Now that you have your agent provocateur you need to come up with an explanation for its average ~1470 year (the millenial variability you hear so much about) bursts of CO2 productivity to produce these “Large, abrupt climate changes have repeatedly affected
much or all of the earth, locally reaching as much as 10°C change in 10 years……….Similar events, including local warmings as large as 16°C, occurred repeatedly during the slide into and climb out of the last ice age.(NRC, 2003)” and then just go to sleep again. There were 25 D-O events during the Wisconsin Ice Age. D-O 19 scored that 16°C rise.
So given all the assumptions inherent in this argument above, given that we don’t know what causes all of these phantom bursts of CO2, isn’t this just going to keep on happening with known effects far beyond anything the climate science community has yet horrified us with?
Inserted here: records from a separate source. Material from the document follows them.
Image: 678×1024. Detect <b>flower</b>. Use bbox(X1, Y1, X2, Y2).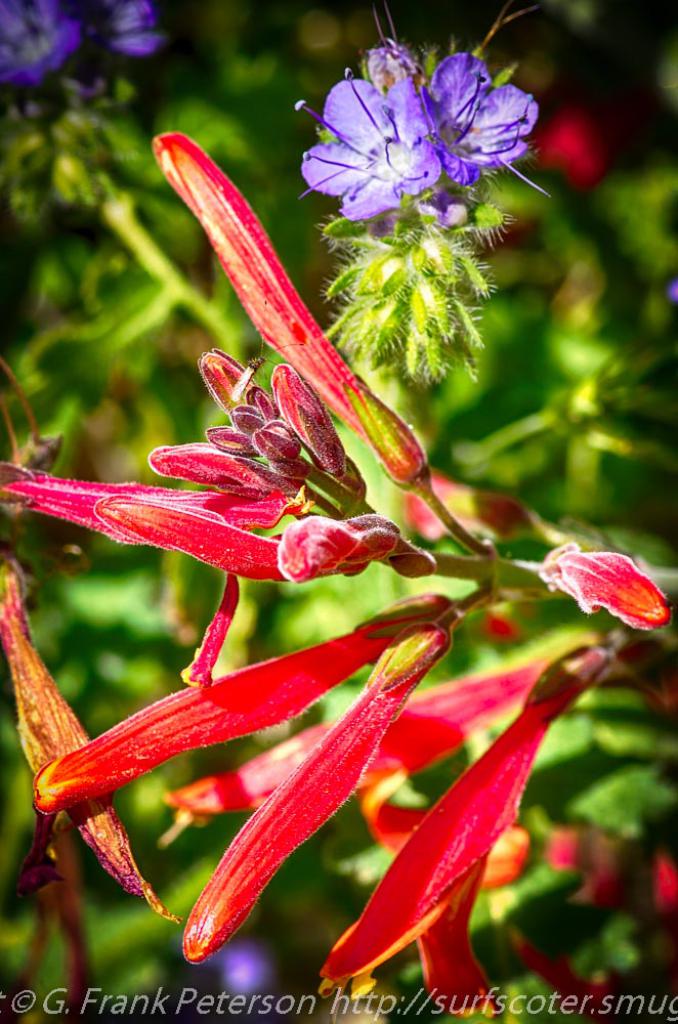
bbox(540, 118, 595, 176).
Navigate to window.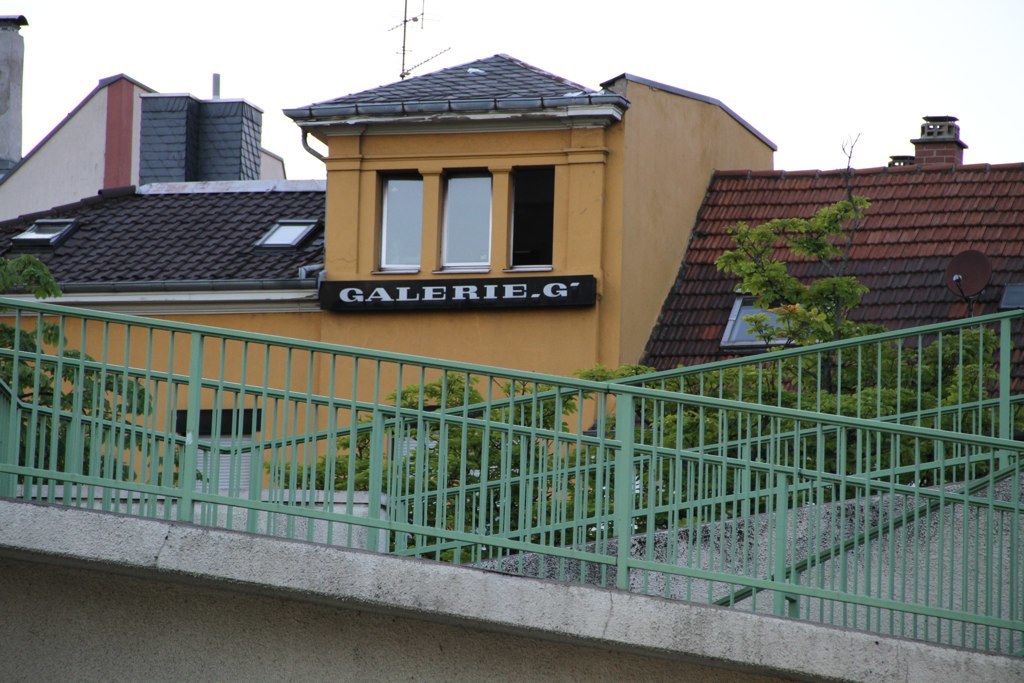
Navigation target: locate(261, 214, 309, 246).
Because if they are going to just keep on happening, and if researchers who have documented traces of the D-O cyclicity throughout the interglacials themselves are right, then this is all just a silly bugger’s game isn’t it. Every 1,000 to 4,000 years (documented D-O range in the Wisconsin) some mystery burst of CO2 will bounce the climate regardless of what you think needs to be done. Since we really don’t know what causes these cyclical phantom CO2 outbursts, how successful do you think you will be setting ye old thermostat?
Some of us are good, but none of us are gods, yet.
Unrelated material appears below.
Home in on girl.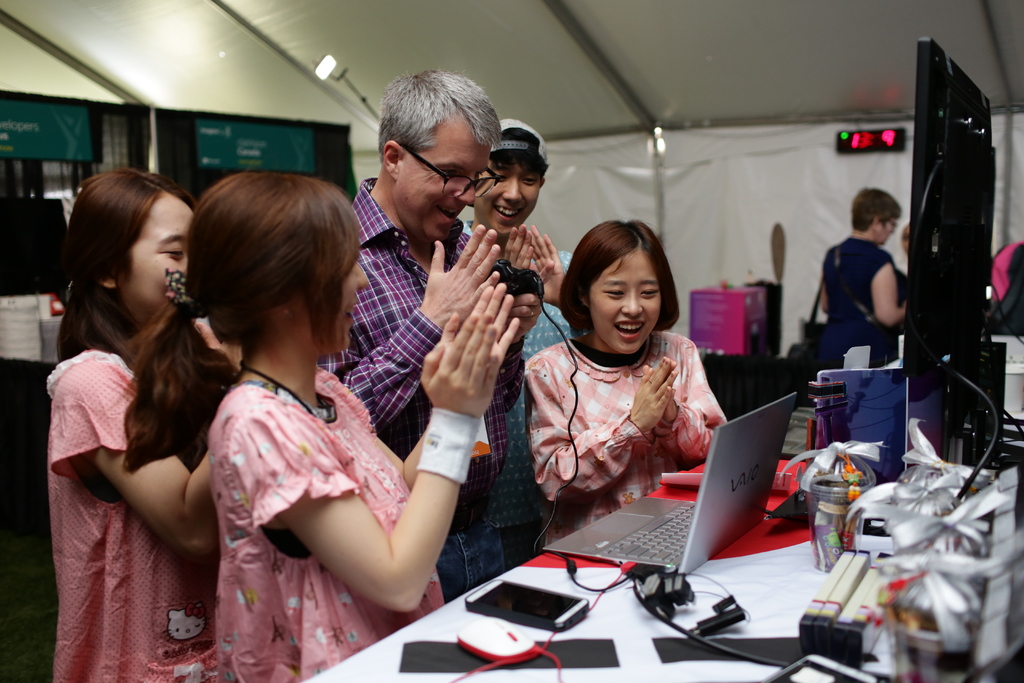
Homed in at region(529, 212, 721, 547).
So be careful what you wish for. Removing that pesky temp-leads-CO2 argument, that warmists the world over have hated since 2003, bequeaths a lobotomy to your argument to remove it, especially at a possible end extreme interglacial.
Otherwise the Precautionary Principle must undergo a sex-change…………….
Just sayin’
He does not use tree rings as temperature proxies. Is not that an improvement? And is there value in the comparison of the used proxies showing that they have a strong correlation between each other? I mean, digging through this, maybe the “CO2 precedes” is just an add-on to the original intent, or most important scholarship, i.e., the kind of speculation that gets you funding these days? IOW, drop the CO2 “precedes” temps business, is there value in this multi-proxy exercise nevertheless?
Gail Combs’ explanation and links re ice age ‘triggers’ on an earlier thread is pretty convincing to me:
Milankovitch cycles, combined with the current situation of continental drift.
See the ‘tutorial linked here:
http://www.sciencecourseware.org/eec/GlobalWarming/Tutorials/Milankovitch/
Note slide 7 of 9: Precession AND Eccentricity
Right now the northern hemisphere experiences winter when the earth is at its closest point to the sun.
13,000 years ago, the northern hemisphere winter was being experienced at the time earth was at its furthest point from the sun in its orbit.
It seems obvious that variations in insolation related to the larger land mass in the Northern hemisphere would have major effects on the earth’s climate.
(by the way, seems to me the article implies the ‘wobble’ is a sudden occurrence, rather than the fact it is an ongoing thing)
Going with Markx here.
It has always been my understanding that the last several glaciation cycles have been governed by the eccentricy cycle, not the precession cycle. That is what that 110,000 year periodicity to ice ages comes from.
There is also a chance that we will have an extended interglacial this time due to the 400,000 year cycle.